Growing up in a lower class predominately Black neighborhood in Cincinnati, Ohio, I witnessed the compounding disadvantages that constrained opportunities and perpetuated cyclical poverty. Yet, I also saw the ebbs and flows of well-intended government policies like decentralizing public housing through section eight vouchers and community initiatives like local land trusts which habitually failed to deliver their promised relief. I began to wonder how other countries deal with similar problems and what their approaches might illuminate about U.S. urban policy.
I decided to pursue a Ph.D. to further investigate this question. I was looking for a place that would enable me to do cross-national urban comparative research. At the time, the Kinder Institute was in its early stages but was dedicated to supporting such research. Michael Emerson, co-founding director of the Kinder Institute, convinced me to come to Rice University to be a part of the institute and the inaugural class of sociology Ph.D. students.
Being at Rice and a part of the Kinder Institute allowed me to investigate how urban policies differ around the world and what that teaches us about U.S. urban poverty. Specifically, while at Rice, I spent time in Berlin, Germany examining how their policies shaped neighborhoods and how these, in turn, influenced children’s long-term wellbeing.
In the academic literature, we call this type of investigation, “neighborhood effects” studies, essentially the study of how where you grow up impacts where you end up economically. Hundreds of studies have investigated this question across U.S. cities. More recently, scholars have begun to conduct similar studies around the world. Yet, no one had conducted an empirical cross-national study that examined how the United States differed from other countries. I decided to do just that.
After months of negotiating, I was allowed to combine the restricted versions of the longest running longitudinal panel study in the United States to the longest running longitudinal panel study in Germany. I then combined this data on individuals to over 100 data sources on local neighborhood conditions and city policies. With this massive data set, I was able to compare how growing up in similarly marginalized families in comparable socioeconomic neighborhoods influenced children’s incomes as adults.
Contrary to our common narrative, I found Germany is more of a “land of opportunity” than the United States. U.S. children see limited mobility especially when they grow up in certain neighborhoods. The reasons for these differences trace all the way back to the creation of U.S. neighborhoods. During the 1910s and 1920s, U.S. urban scholars and planners decided to foster community and diminish urban vice by cultivating distinct neighborhoods each with their own school, post office, library, park and other amenities. However, these communities were not given equal resources creating cities with high levels of inequality—especially along racial lines. Germany, on the other hand, distributes amenities and government services centrally reducing inequities.
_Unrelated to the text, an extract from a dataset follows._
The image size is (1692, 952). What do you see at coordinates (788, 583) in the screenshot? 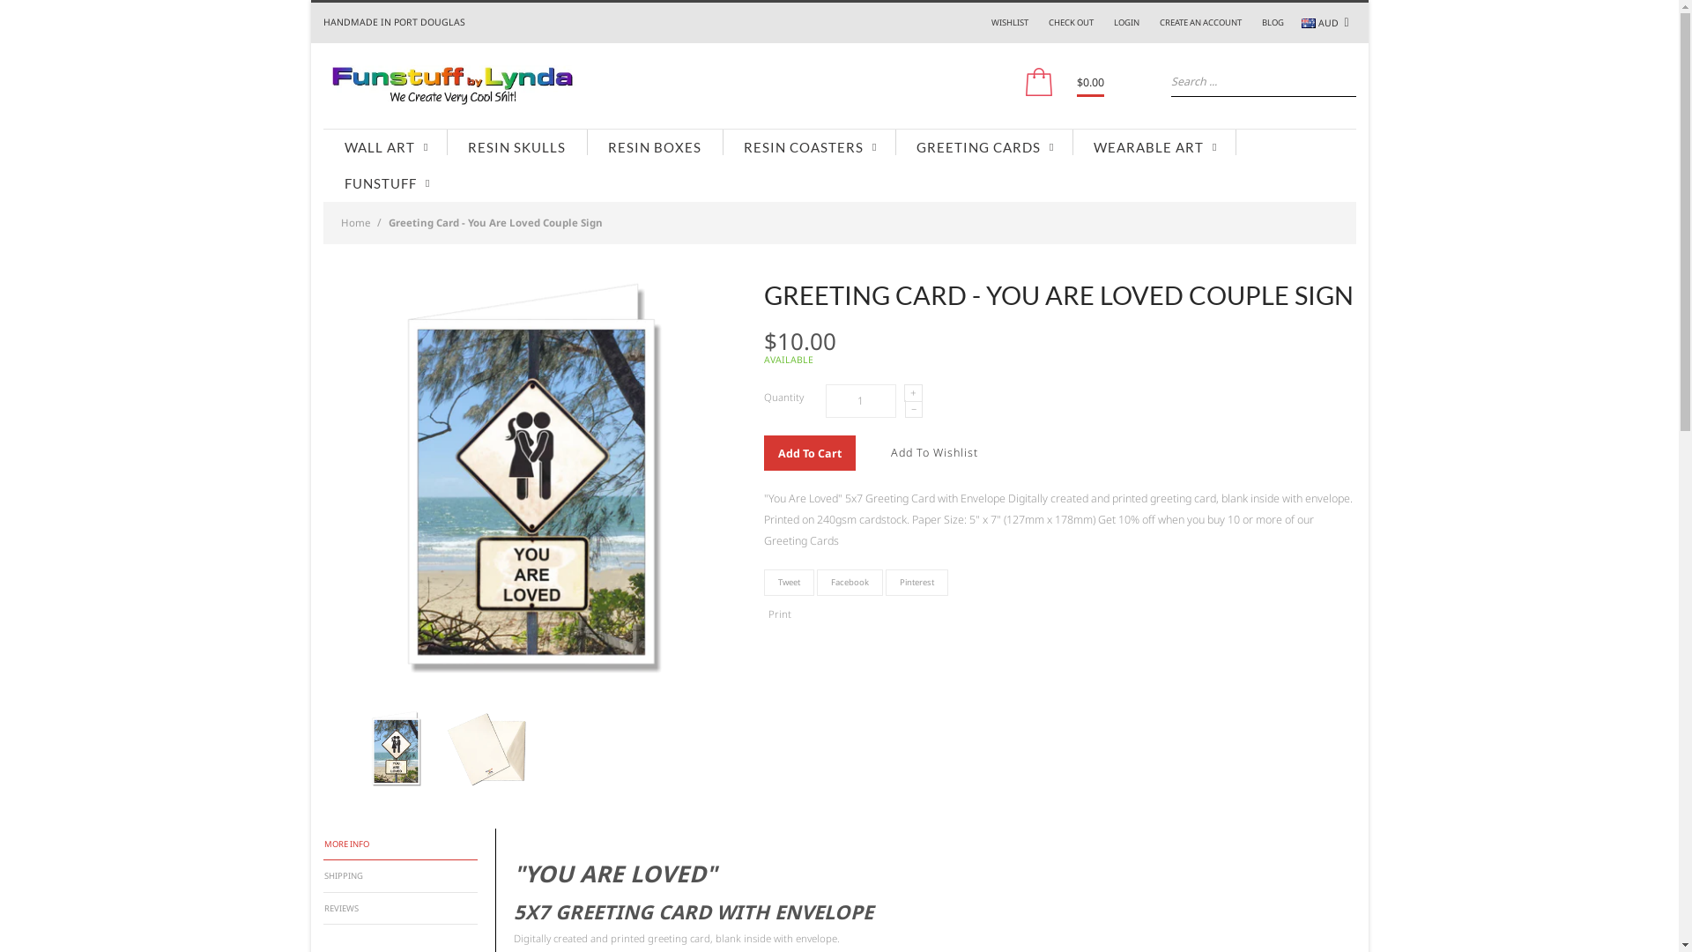
I see `Tweet` at bounding box center [788, 583].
To be sure, neighborhoods do matter in Germany. In both countries the socioeconomic status of one’s neighborhoods has similar influences on children’s economic mobility. I examined the similarities and differences between the two nations in the recently released study, “Neighbourhood Effects in Cross-Atlantic Perspective: A Longitudinal Analysis of Impacts on Intergenerational Mobility in the United States and Germany” published in Urban Studies.
Nuances aside, the takeaway remains: the distribution of resources influences children’s socioeconomic opportunities. Instead of just trying to move residents out of marginalized neighborhoods or encourage them to create collective action initiatives, we need to rethink the very role neighborhoods play in residents’ lives.
Neighborhoods have become such a central feature of U.S. urban life it is hard to even imagine what moving away from a neighborhood paradigm looks like. Rethinking neighborhoods requires us to shift away from concentrating on what “marginalizing” neighborhoods are lacking and recognize how historical and contemporary government investment perpetuates inequity. We must consider how our educational, transportation, and infrastructure investments can be distributed equally across entire cities.
Truly moving away from a neighborhood paradigm will require reckoning with the limitations of government funding and likely result in privileged places seeing budget cuts. Likewise, this shift requires decoupling the cost of property from its location which will enhance equity but decrease the wealth of the most privileged residents. Creating cities that foster equal opportunities for all residents will come at a cost but the potential benefits are endless.
Junia Howell is an assistant sociology professor at the University of Pittsburgh and a Kinder Scholar with the Kinder Institute.